Dublin Theatre Festival: A Whistle in the Dark

Rarely have I ever experienced anything in the theatre comparable to Druid’s production of A Whistle in the Dark. There is great theatre that is stylized and surreal, or postmodern and self-conscious, or even melodramatic. Whistle is a drama that sets the heart racing, that makes the palms sweat, that holds the breath to release it only in a gasp. Tom Murphy’s writing is muscular and menacing and holds you in a crushing embrace; this is theatre that will not let you go.

This is a play about impotent masculinity in all its forms: in society, in the family, in physical and mental and moral strength. In the Carneys, Murphy has encapsulated all the crises that a generation of men can suffer. Irish immigrants in Coventry, the Carney men struggle to fit in, to make a living, to make their name – fighting against the nameless ‘they’ on foreign soil.
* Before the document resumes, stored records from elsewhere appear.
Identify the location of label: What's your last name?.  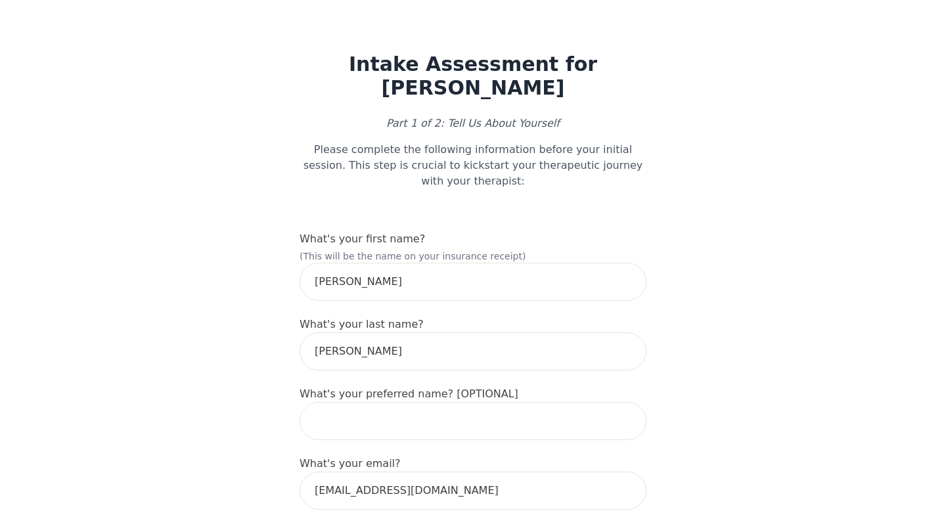
(361, 324).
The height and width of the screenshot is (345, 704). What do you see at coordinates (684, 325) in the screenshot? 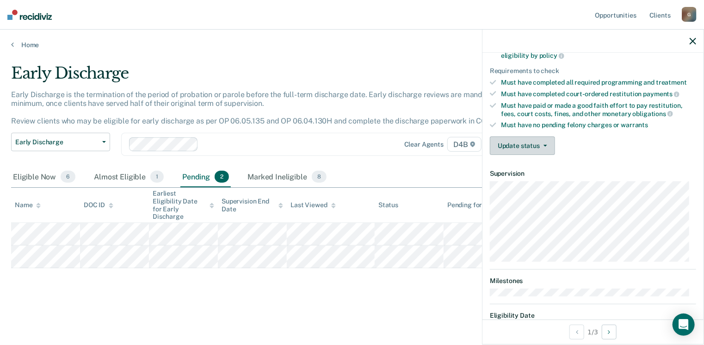
I see `div: Open Intercom Messenger` at bounding box center [684, 325].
And these struggles coalesce into a physical violence that is as inevitable as a spring unwinding.

The cast is outstanding, inhabiting their characters with an electric physicality. In Dada, played with a frightening conviction by Niall Buggy, there is the raging artifice of power and of a bitter and savage disappointment. “I tried… I tried..” he mouths tremblingly as the light dies on the stage, pitiable at the last as his powerlessness is revealed.

This is frightening beast of a production. Murphy’s writing is matched by the skill of Garry Hynes’ direction – a formidable pairing indeed. This is theatre that is truly visceral, charged with a electricity that crackles off the stage. A Whistle in the Dark is the play of a generation – a generation of men that has since been lost, but should never be forgotten.